IMPOSSIBLE FOODS, IMPOSSIBLE TRUTH

According to an article in Fast Company last week, Impossible Foods has had a price breakthrough for its fake meat by switching from wheat to soybeans.

 Soybeans, of course, are much higher in protein than wheat so in making fake meat for the Impossible Burger it stands to reason that using soybeans would be more efficient.  They also have a higher yield per acre.  They also account for the highest use of glyphosate, the herbicide implicated in the first two negative jury verdicts against Bayer, buyer of Monsanto.  Some 11,400 lawsuits are pending, but so far, Monsanto is batting 0-2 in its glyphosate claims.

 The statement that got my goat is from Rebekah Moses, senior manager of impact strategy at Impossible Foods:  "The best, fastest, easiest way to make meat more sustainable is to avoid the cow."  According to the company, their fake burger reduces the carbon footprint by 89 percent, uses 87 percent less water, 96 percent less land and reduces water contamination by 92 percent.

 I have news for you, folks.  The Rhode Island-sized dead zone in the Gulf of Mexico did not exist when perennials and bison roamed the prairies--in arguably more poundage than all of today's American cattle.  No, that dead zone came as a result of annuals, chief of which are corn and soybeans. 

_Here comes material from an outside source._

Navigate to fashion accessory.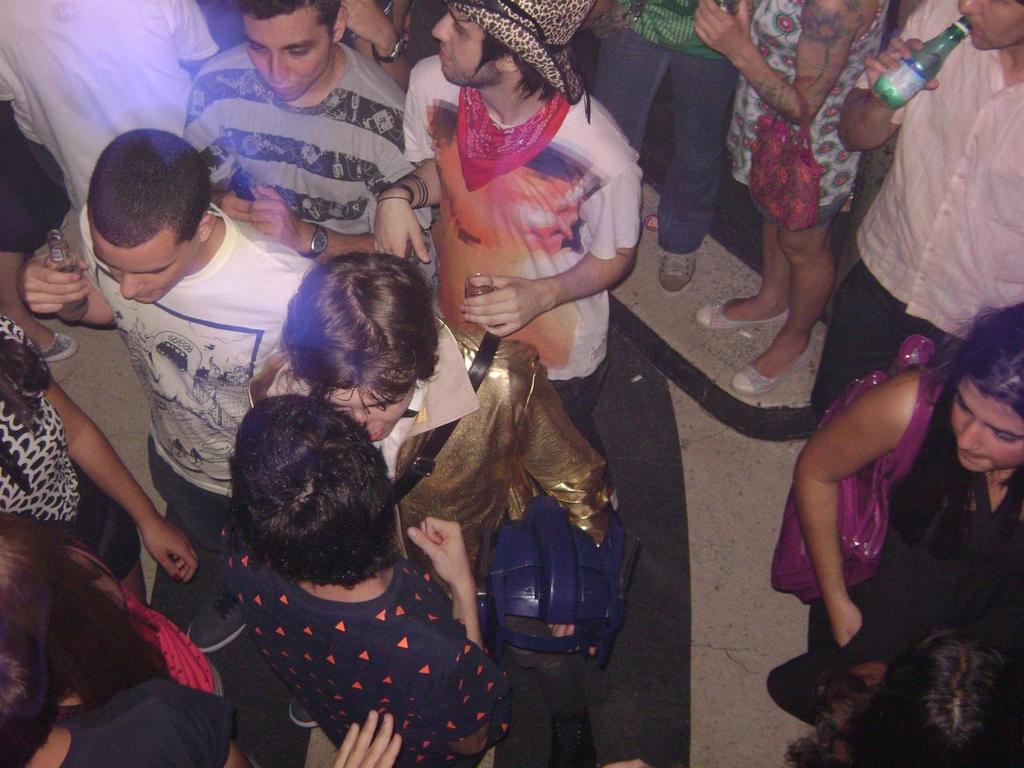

 All of Impossible Burger's claims are audited and verified by Quantis, a consulting outfit.  Throughout the announcement, Moses kept talking about burps and gassing, deforestation and greenhouse gases.  This diatribe against herbivores and the fake science behind it is getting under my skin.  I have to take a deep breath and realize how many movements turned out to be horrible:  hydrogenated vegetable oil, anti-microbial soap, the food pyramid and many others.

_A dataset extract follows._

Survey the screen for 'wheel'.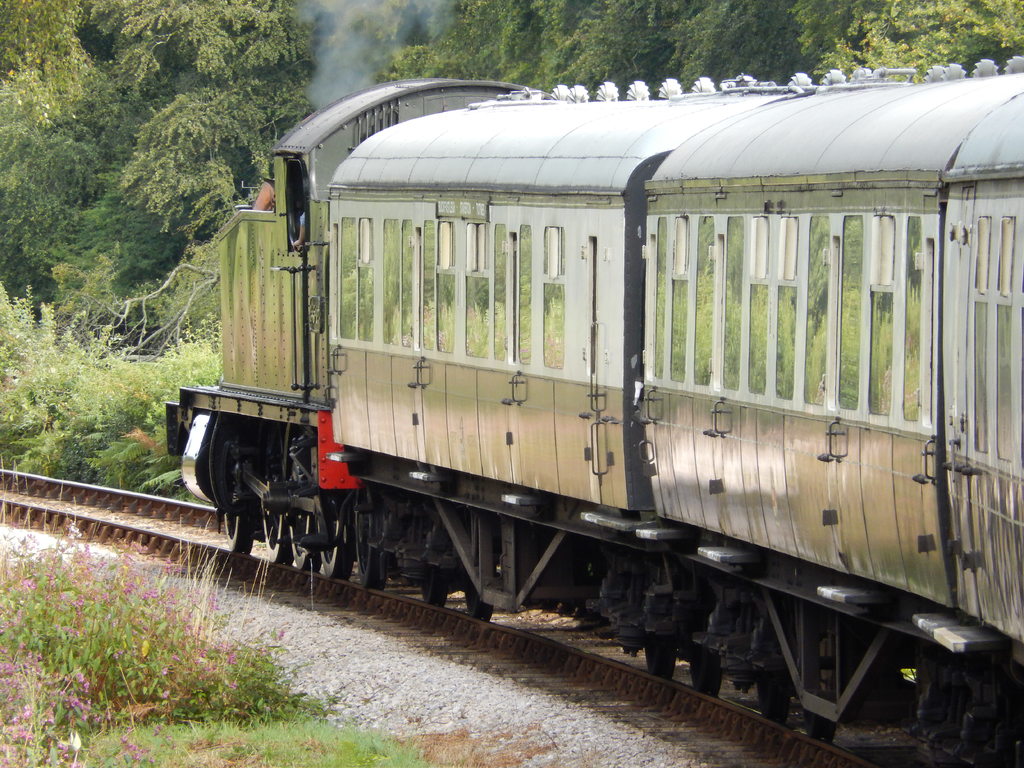
Survey found: Rect(644, 646, 675, 682).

 Herbivores, prairies, and predators built the soil in all the areas currently being mined by soybeans.  Perennials and not annuals; animals in symbiosis with plants--these are the truths that guide ecology.  The anti-herbivore crowd religiously refuses to ascribe any positives to mega-fauna.  And of course, their data points are all assuming corn-based, feedlot fattened, aquifer irrigated, continuously and over-grazed mis-management.  None of this dystopian production protocol mimics nature.

 Soybeans are as anti-nature as you can get.  Monocrops.  Chemicals.  Tillage or herbicide--trading the Devil for the witch. Killing perennials and prairie.  Mechanical harvest.  Soil extractive.  Fertility exploitive.

 The cow requires no planted seed, enjoys diverse vegetation, thrives on perennials, does not require mechanical harvest, builds soil, increases hydration--IF she's managed according to nature's template.  What all these fake meat diatribes need to say, to be honest, is an opening caveat that "compared to conventional industrial anti-ecological cattle production."  That would actually be honest.

 To demonize the most efficacious soil building mob stocking herbivorous solar conversation lignified carbon sequestration fertilization template in the ecological foundation is absurd and evil.  Why can't Impossible Foods simply offer their soybean alternative as a choice in the marketplace?  Why must they fuel their marketing message with vitriol against every herbivore on the planet?  Of course, they're very careful to single out cows, but if their message is correct, it must include horses, elephants, zebras, caribou, moose--every herbivore on the planet.  That's a pretty broad swipe, don't you think?

 Did God make a mistake when creating herbivores?